The paper introduces the notion of “metacomputable” processes as those which are the product of computable processes. This notion seems interesting in the instance when metacomputable processes may not be computable themselves, but are produced by computable ones. The notion of computability used here relies on Turing computability. When we talk about something being non-computable, this can be viewed as computation that incorporates Turing’s
oracle, maybe a true randomizer (perhaps a quantum one). The notions of “processes” is used broadly, so that it also covers “objects” under the functional description; for the sake of this paper an object is seen as computable if processes that fully describe relevant aspects of its functioning are computable.
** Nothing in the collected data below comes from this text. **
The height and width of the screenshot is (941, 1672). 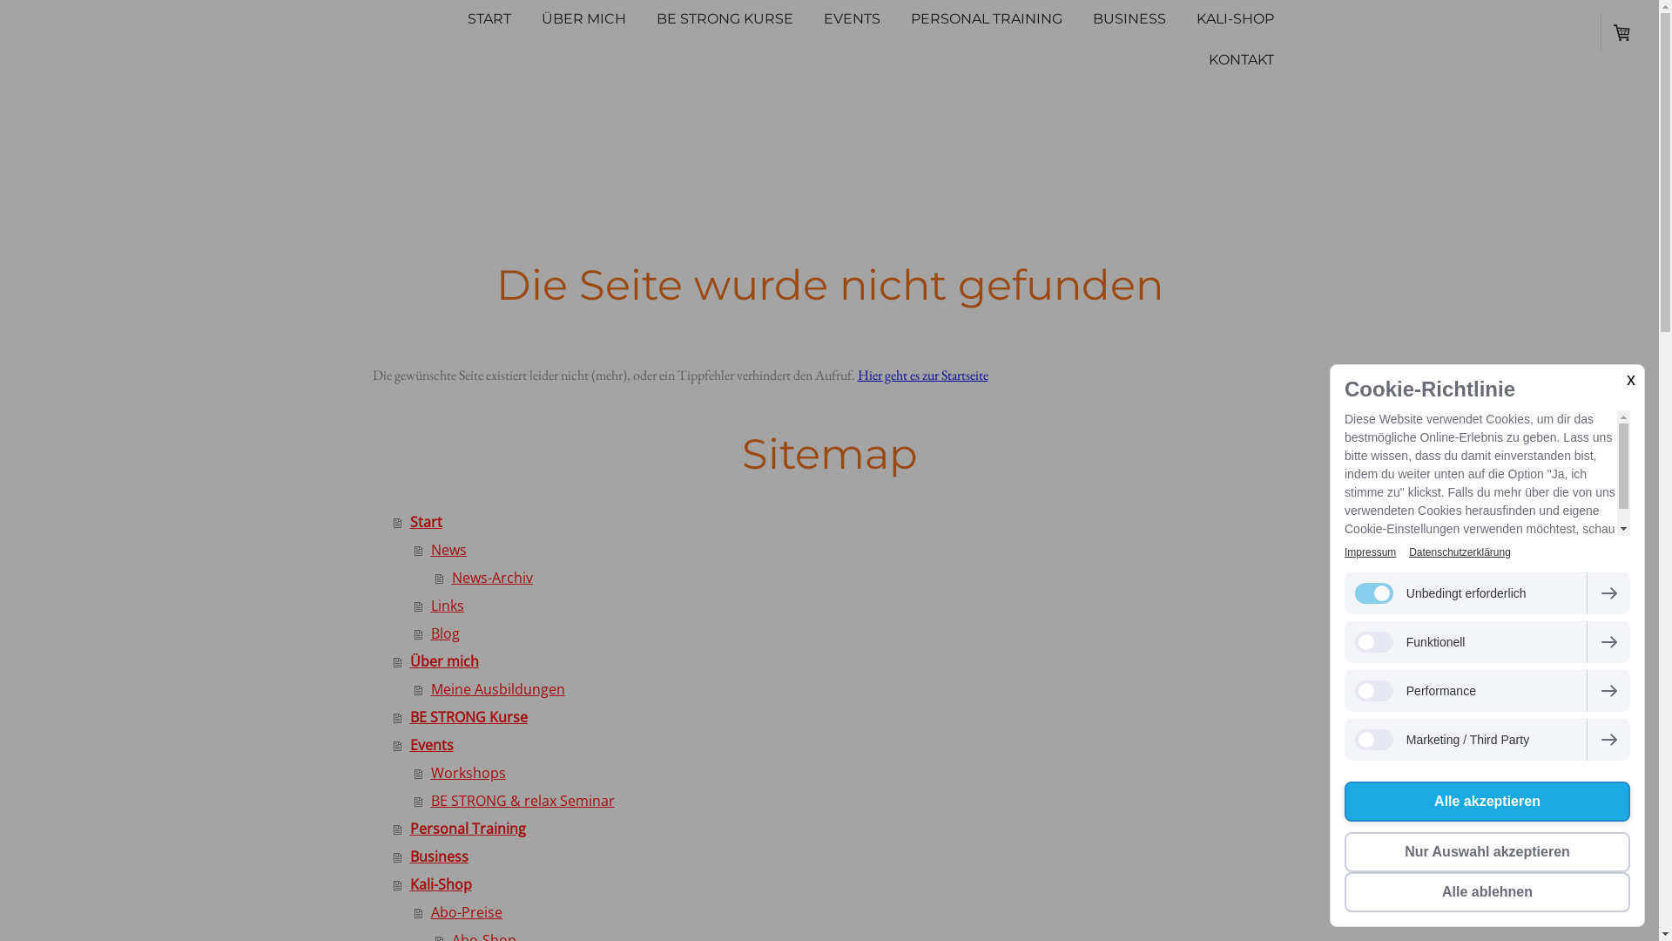 What do you see at coordinates (851, 633) in the screenshot?
I see `Blog` at bounding box center [851, 633].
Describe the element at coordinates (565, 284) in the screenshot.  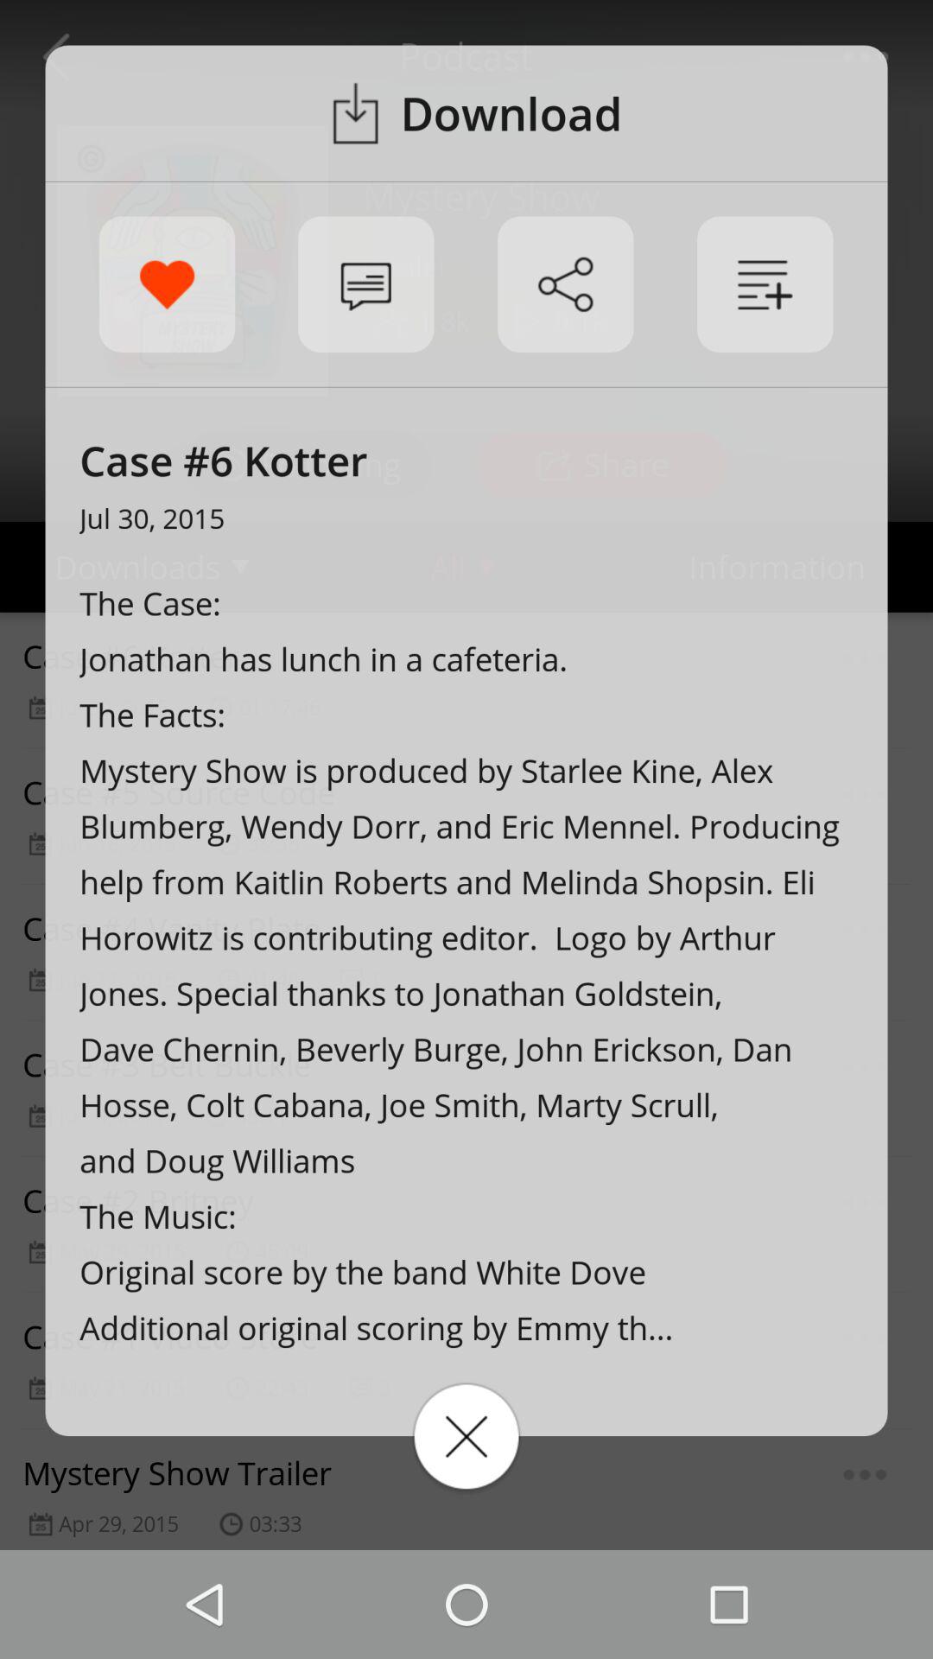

The paper also introduces a distinction between phenomenal content and the epistemic subject which holds that content. The distinction provides an application of the notion of the metacomputable. In accordance with the functional definition of computable objects, sketched out above, it is possible to think of objects, such as brains, as being computable. If we take the functionality of brains relevant for consideration to be their supposed ability to generate first-person consciousness, and if they were computable in this regard, it would mean that brains, as generators of consciousness, could be described, straightforwardly, by Turing-computable mathematical functions. If there were other, maybe artificial, generators of first-person consciousness, then we could hope to design those as Turing-computable machines as well. However, thinking of such
generators of consciousness as computable does not preclude the stream of consciousness being non-computable. This is the main point of this article—computable processes, including functionally described machines, may be able to generate incomputable products. Those processes, while not computable, are metacomputable—by regulative definition introduced in this article. Another example of a metacomputable process that is not also computable would be a true randomizer, if we were able to build one. Presumably, it would be built according to a computable design, e.g., by a machine designed using AutoCAD, that could be programmed into an industrial robot. Yet, its product—a perfect randomizer—would be incomputable. The last point I need to make belongs to ontology in the theory of computability. The claim that computable objects, or processes, may produce incomputable ones does not commit us to what I call
computational monism—the idea that non-computable processes may, strictly speaking, be transformed into computable ones. Metacomputable objects, or processes, may originate from computable systems (systems will be understood here as complex, structured objects or processes) that have non-computable admixtures. Such processes are computable as long as those non-computable admixtures are latent, or otherwise irrelevant for a given functionality, and they are non-computable if the admixtures become active and relevant. Ontology, in which computational processes, or objects, can produce non-computable processes, or objects, iff the former ones have non-computable components, may be termed
computational dualism. Such objects or processes may be computable despite containing non-computable elements, in particular if there is an on and off switch of those non-computable processes, and it is off. One kind of such a switch is provided, in biology, by latent genes that become active only in specific environmental situations, or at a given age. Both ontologies, informational dualism and informational monism, are compatible with some non-computable processes being metacomputable.